I shrugged. “It won’t be.”
He half smiled, as though he had expected the refusal, then carefully replaced the silver-framed family portrait. “You are a patriot, Captain?”
The question surprised me. “Yes, sir.”
“Then you should know that I have given myself one year to avenge my daughter’s death. So far, Captain, I have tried to achieve that satisfaction through conventional means. I pleaded with your government to re-open the inquest, I went on my knees to them!
They have refused. Very well. What your government will not do, I will do. But I need the help of one Englishman, and that is you.
Miss Kirov assures me you are a brave and resourceful young man.” I looked at Jill-Beth, but she gave no sign of recognition. “But you have no proof,” I protested to the father.

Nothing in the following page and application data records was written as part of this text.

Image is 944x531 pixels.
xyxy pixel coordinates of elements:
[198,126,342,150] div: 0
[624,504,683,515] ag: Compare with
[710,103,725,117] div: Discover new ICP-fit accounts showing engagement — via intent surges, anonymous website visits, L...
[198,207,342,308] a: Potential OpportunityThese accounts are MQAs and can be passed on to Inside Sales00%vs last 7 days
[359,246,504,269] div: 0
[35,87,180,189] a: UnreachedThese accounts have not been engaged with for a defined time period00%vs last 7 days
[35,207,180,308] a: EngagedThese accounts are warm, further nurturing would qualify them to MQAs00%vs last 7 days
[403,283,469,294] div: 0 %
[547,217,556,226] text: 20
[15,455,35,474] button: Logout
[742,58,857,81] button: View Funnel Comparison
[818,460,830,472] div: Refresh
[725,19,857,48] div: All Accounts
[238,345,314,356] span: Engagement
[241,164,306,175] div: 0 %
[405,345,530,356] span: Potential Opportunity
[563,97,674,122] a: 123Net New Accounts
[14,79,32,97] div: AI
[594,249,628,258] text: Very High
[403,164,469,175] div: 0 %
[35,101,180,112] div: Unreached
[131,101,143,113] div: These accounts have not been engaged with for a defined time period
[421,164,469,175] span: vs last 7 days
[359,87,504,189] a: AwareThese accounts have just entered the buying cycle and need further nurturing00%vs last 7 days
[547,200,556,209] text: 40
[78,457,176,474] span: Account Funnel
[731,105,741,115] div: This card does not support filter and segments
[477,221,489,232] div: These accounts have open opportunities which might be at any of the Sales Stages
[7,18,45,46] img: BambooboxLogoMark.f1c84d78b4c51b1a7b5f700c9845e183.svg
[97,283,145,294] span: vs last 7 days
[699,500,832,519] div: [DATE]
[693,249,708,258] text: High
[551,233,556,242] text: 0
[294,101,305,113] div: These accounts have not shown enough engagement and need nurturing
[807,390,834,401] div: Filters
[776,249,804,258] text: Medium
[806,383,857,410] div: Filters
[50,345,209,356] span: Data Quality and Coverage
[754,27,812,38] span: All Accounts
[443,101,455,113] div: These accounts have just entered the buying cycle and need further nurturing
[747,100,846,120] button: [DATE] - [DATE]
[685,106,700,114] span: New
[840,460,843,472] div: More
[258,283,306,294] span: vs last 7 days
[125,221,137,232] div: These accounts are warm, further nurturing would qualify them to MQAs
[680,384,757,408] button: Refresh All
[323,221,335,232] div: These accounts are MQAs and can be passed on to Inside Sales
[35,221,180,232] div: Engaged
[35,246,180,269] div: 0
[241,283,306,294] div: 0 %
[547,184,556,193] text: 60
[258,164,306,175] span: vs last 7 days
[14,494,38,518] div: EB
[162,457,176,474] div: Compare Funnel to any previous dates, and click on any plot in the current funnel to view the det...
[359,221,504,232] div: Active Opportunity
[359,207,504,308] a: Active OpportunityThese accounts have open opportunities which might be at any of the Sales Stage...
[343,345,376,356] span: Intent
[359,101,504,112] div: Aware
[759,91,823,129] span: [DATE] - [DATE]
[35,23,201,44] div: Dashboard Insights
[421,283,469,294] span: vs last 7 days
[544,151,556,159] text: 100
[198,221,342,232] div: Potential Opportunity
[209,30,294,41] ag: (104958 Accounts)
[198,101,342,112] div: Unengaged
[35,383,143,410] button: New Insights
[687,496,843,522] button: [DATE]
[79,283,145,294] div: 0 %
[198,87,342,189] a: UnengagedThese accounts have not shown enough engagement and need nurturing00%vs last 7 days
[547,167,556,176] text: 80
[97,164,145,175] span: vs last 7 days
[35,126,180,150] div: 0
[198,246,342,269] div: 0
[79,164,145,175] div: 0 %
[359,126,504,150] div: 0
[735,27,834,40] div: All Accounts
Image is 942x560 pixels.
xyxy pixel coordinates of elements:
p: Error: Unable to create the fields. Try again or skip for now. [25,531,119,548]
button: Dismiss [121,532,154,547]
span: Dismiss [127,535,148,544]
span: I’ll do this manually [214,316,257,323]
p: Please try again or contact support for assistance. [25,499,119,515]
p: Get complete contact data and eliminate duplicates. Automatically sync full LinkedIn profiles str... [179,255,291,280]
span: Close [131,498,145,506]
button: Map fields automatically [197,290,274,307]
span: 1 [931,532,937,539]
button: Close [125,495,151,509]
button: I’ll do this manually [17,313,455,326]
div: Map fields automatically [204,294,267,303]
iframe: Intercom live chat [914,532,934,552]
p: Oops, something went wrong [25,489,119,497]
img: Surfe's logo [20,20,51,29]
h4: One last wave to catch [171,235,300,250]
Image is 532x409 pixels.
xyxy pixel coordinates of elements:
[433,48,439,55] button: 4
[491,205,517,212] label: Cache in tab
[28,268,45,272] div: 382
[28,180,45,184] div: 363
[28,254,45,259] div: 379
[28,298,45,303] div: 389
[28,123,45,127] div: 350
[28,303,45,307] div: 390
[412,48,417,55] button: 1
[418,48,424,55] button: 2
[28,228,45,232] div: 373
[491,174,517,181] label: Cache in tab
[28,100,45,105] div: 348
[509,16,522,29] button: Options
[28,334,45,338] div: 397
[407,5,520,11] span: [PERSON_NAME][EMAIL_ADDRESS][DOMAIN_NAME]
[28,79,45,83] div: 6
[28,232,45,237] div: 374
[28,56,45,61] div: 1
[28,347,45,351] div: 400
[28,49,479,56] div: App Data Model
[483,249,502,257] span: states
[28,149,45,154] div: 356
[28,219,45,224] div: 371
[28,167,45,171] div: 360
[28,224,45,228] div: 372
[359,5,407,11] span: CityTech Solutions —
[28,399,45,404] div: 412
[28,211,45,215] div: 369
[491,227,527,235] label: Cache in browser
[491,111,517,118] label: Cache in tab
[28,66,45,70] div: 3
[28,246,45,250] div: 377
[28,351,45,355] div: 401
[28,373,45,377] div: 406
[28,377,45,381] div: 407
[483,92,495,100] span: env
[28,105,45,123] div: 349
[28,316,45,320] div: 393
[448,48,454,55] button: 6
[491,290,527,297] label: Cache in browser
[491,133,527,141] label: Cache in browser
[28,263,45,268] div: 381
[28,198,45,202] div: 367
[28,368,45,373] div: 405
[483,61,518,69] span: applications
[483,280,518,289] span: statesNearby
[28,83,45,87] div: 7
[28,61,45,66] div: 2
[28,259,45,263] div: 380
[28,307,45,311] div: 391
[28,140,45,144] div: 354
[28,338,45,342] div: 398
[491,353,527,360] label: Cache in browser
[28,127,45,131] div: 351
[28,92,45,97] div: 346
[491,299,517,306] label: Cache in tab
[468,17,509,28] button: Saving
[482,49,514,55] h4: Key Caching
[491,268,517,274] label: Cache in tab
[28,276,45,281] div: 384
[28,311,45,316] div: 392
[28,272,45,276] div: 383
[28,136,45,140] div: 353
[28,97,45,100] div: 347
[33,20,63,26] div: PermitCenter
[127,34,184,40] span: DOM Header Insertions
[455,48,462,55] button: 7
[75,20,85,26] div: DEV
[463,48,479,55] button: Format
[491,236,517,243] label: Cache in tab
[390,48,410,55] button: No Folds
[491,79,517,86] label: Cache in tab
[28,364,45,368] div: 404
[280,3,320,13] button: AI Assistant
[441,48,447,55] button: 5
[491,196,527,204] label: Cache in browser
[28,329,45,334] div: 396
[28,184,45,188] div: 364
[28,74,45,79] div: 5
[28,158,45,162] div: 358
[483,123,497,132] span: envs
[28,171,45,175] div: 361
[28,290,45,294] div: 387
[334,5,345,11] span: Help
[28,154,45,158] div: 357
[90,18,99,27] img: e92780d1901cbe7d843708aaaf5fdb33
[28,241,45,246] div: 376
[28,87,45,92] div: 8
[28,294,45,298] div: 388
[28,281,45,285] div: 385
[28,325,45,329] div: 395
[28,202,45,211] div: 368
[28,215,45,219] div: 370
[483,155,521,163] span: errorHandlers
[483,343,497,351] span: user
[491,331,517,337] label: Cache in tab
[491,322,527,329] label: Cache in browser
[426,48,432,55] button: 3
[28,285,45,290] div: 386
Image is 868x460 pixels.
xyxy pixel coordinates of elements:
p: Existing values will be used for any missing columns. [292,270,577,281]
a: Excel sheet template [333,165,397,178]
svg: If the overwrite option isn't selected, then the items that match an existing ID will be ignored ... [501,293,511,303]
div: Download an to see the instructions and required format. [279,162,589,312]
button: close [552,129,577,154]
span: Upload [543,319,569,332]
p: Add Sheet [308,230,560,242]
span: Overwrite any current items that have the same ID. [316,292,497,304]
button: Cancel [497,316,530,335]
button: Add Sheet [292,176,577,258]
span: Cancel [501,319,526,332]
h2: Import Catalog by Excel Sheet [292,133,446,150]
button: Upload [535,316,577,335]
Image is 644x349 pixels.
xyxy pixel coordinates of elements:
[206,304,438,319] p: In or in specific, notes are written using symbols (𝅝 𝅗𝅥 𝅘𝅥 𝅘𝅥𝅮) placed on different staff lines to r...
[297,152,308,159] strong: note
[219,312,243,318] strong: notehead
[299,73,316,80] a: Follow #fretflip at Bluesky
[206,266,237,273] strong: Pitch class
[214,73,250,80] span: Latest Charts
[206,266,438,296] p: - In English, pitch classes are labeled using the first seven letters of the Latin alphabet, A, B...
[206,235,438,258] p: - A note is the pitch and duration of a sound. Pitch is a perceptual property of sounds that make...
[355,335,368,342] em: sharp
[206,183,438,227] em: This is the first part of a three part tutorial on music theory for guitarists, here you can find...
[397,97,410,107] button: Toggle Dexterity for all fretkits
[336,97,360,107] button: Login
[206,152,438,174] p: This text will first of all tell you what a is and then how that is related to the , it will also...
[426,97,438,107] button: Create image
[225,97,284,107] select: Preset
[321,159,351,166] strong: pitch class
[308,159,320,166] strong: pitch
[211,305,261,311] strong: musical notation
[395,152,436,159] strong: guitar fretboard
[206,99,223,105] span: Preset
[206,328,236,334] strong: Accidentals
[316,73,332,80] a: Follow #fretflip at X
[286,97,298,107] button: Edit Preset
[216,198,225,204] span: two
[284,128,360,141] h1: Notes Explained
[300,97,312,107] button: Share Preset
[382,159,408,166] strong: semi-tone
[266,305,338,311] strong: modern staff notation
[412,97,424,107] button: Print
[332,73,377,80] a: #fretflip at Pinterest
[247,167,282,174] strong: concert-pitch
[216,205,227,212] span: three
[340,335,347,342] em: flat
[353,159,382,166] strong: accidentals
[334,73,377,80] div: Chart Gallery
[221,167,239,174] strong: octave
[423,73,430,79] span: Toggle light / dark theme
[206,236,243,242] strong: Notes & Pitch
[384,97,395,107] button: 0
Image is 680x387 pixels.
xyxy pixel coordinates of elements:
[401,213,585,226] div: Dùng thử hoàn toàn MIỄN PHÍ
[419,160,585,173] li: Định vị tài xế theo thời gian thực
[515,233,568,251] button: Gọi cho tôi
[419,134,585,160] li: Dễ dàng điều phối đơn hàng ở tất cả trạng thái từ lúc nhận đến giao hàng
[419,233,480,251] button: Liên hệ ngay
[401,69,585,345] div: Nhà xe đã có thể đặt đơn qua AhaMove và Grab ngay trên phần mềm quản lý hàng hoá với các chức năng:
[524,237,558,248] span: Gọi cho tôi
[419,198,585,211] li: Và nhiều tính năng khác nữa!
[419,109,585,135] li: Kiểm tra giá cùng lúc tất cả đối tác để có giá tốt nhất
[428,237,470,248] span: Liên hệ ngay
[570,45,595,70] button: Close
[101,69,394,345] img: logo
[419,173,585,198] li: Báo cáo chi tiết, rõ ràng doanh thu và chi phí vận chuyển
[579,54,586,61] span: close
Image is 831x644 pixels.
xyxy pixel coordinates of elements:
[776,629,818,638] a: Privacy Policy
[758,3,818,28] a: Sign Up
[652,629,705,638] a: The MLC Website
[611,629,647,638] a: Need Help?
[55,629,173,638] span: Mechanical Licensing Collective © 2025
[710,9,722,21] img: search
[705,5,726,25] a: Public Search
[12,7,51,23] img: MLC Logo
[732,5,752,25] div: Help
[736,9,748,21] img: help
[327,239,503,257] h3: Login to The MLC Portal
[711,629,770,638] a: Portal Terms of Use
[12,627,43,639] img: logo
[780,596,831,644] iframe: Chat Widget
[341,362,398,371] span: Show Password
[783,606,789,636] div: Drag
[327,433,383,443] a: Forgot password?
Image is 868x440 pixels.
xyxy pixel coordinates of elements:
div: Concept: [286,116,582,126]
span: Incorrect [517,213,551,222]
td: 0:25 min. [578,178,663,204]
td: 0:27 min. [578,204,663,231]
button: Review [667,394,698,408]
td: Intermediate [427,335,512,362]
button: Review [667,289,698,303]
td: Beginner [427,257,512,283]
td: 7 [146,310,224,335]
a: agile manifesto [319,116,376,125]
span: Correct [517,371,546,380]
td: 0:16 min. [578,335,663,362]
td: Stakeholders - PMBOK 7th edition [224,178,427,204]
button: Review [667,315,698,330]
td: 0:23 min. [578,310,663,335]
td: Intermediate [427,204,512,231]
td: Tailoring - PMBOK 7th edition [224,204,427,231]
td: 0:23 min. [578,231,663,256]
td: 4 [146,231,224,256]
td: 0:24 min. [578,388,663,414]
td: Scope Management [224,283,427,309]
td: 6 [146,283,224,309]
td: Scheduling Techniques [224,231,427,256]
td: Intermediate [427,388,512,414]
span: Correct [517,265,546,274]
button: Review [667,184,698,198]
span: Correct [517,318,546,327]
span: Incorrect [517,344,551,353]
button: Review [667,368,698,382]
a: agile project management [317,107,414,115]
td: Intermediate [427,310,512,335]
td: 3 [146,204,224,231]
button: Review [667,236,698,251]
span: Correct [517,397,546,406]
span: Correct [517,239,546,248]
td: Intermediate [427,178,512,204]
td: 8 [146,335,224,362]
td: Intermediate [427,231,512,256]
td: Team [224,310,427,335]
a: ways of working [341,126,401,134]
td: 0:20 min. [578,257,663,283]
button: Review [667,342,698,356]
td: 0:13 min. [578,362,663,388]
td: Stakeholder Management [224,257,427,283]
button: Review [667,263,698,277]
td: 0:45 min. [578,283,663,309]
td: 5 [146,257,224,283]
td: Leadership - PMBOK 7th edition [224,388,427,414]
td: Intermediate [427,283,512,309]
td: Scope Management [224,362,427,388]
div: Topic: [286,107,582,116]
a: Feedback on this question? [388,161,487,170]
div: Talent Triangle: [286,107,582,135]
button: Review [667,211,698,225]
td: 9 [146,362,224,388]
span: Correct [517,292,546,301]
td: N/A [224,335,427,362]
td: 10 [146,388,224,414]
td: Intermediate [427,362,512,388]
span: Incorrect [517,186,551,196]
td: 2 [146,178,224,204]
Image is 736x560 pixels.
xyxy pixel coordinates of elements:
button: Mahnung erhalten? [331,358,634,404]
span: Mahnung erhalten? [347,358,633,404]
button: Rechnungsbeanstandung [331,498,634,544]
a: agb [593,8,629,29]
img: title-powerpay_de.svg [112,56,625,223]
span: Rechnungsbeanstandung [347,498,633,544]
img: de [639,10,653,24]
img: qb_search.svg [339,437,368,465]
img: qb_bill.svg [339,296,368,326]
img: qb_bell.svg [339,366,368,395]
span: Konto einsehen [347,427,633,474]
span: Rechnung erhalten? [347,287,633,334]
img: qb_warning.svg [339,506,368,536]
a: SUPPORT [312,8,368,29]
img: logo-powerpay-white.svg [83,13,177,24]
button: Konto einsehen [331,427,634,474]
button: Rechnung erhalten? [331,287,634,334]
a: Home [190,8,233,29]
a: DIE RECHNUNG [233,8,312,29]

Kassouli was long past that argument. “If no Englishman will help me, Captain, then I will wash my hands of your country. I don’t flatter myself that I can bring Great Britain to its knees, as I went on my knees to Great Britain, but I will withdraw all my investments out of your country and I will use my influence, which is not negligible, to deter others from investing in your economy.
Do you understand me?”
I understood him. It was blackmail on an enormous scale; so enormous that it defied belief. My face must have reflected that incredulity, for Kassouli raised his voice. “Every cent of every investment I have in Britain will be withdrawn. I will become an enemy of your country, Captain Sandman. Whenever it will be in my power to do it harm, that harm will be done. And when I die, I will charge my son to continue the enmity.”
Charles Kassouli, under the thrall of his father’s powerful voice, nodded.